Pinned valuation:
Updating my valuation for $VHT arriving at A$1.30/share expected value.
While this is not significantly different from my valuation a few months ago, this one is based on a full 10-year DCF modelling a range of scenarios detailed below, with ratios now derived from two full years of organic growth.
Revenue
While Teri is aiming for Revenue growth of >20%p.a., I consider at range of growth scenarios commencing in FY24 (25%, 22.5%, & 20%) and declining over the explicit period at rates ranging from -1.5% p.a. for the higher starting point down to -0.75% p.a. for the lower.
Expense Ratio
I assume operating leverage from expenses (incl. D&A) rising annually between 8% up to 15% (with the upper end in high revenue growth scenarios). I sense check the 2033 expense/revenue numbers and benchmark against other larger SaaS companies.
Capex
Capex/Revenue is currently low (8.3% and 7.3% last two years), which I think is because capability was acquired via business acquisitions in FY20 and FY21 and because most R&D is being expensed (FY23 Capex / R&D Expense = 15%).

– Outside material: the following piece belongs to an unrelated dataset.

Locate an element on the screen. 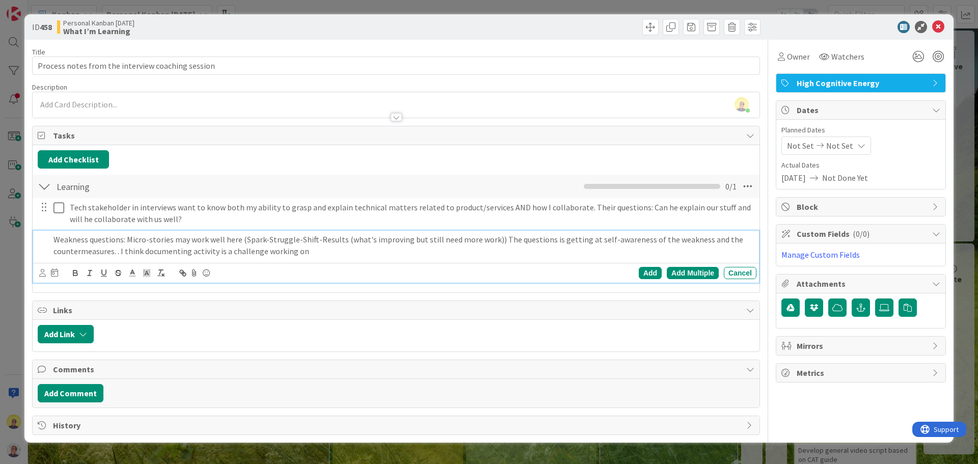  a: Manage Custom Fields is located at coordinates (820, 255).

I believe that to deliver the Risk Pathways beyond current diseases AND to leverage the image dataset (e.g. via AI), R&D and Capex will need to rise, so scenarios consider Capex/Revenue ranging from 8% up to 15%, with higher spend tied to higher revenue growth scenarios.
Common Assumptions
Results
Model outputs range from $0.67/share up to $2.16/share.
With some simple probabilistic modelling on the scenarios chosen I get a p(10)-p(90) spread of about $0.67-$1.75; p(50)=$1.30
The reason for the wide spread is that we don't have enough organic growth history to understand how well $VHT scales. It will be worth doing an update once FY24 gives another year of organic growth.
Limitations
$VHT will potentially grow faster in the early years at a lower rate of expense and capex growth than modelled (justification: 1) FY22 and FY23 revenue growth were 32% and 34%, respectively and 2) deadline for US FDA mandate on density).

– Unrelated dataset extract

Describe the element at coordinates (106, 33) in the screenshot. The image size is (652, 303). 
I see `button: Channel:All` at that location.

As a result the modelling is probably pessimistic on NPAT and FCF generation in the first 2-3 years and are indeed below "consensus" of 2 analysts with target prices of $1.20).

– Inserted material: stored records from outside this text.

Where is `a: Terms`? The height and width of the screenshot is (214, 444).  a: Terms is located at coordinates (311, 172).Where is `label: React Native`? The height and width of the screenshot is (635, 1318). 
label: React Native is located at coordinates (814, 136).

Illustration of 1 Scenario (chosing one closest to Expected Value)
(Scenario: FY24 rev. growth=22.5%; -1.0% p.a.; FY33 rev. growth= 13.5%; expense growth =7.5% p.a.; capex/revenue = 10%)
Comment on Market Size (Quick triangulation)
$VHT assess number of US Elephants as 230+. Elephant = ARR>US$0.25m
Assuming 50% elephants are $0.25-$0.50m ($0.375m) and 50% are $0.50-0.75 ($0.625m), US market size of elephants is US$115m. Assuming elephants make up 50% of the market, then US market is US$230 and assuming $US market is 40% of global market, then global market is US$0.6bn. Global radiology software market estimates range from US3-4bn up to as high as $7bn. This would make mammogram image analysis ranging from 8-20% of the total market. Note: mammography has a c, 10% share of the global radiology market, so numbers probably high, but OK for order of magnitude.
At a market CAGR of 6% for imaging software, global mammography software (imaging and analysis) market in 2033 is US1.1bn.
$VHT 20233 revenue in above scenario is NZ$185m = US$110, which is 10% share of global market for software relating to mammography. This is not unreasonable given the assumption that growth is also building out analystics for other diseases.
Conclusion: modelled revenue growth to 2033 should not be market-constrained and neither does it assume market dominance.
Further limitation: analysis has not considered market evolution where Autonomous Reading is widely implemented.
Disclaimer: For illustrative purposes only; not to be taken as advice.
Thanks for this @mikebrisy - love the detail.
VHT is one of the companies I've started following recently and am likely to take a stake in shortly. I like the look of their leadership team, balance sheet looks healthy and improving rapidly.
I am curious as to how you arrive at your WACC? Is this entity/industry-specific or do you apply the same rate consistently?
I also didn't come across any info re: on-market buys for the leadership team. Were you tempted to factor this into your valuation at all?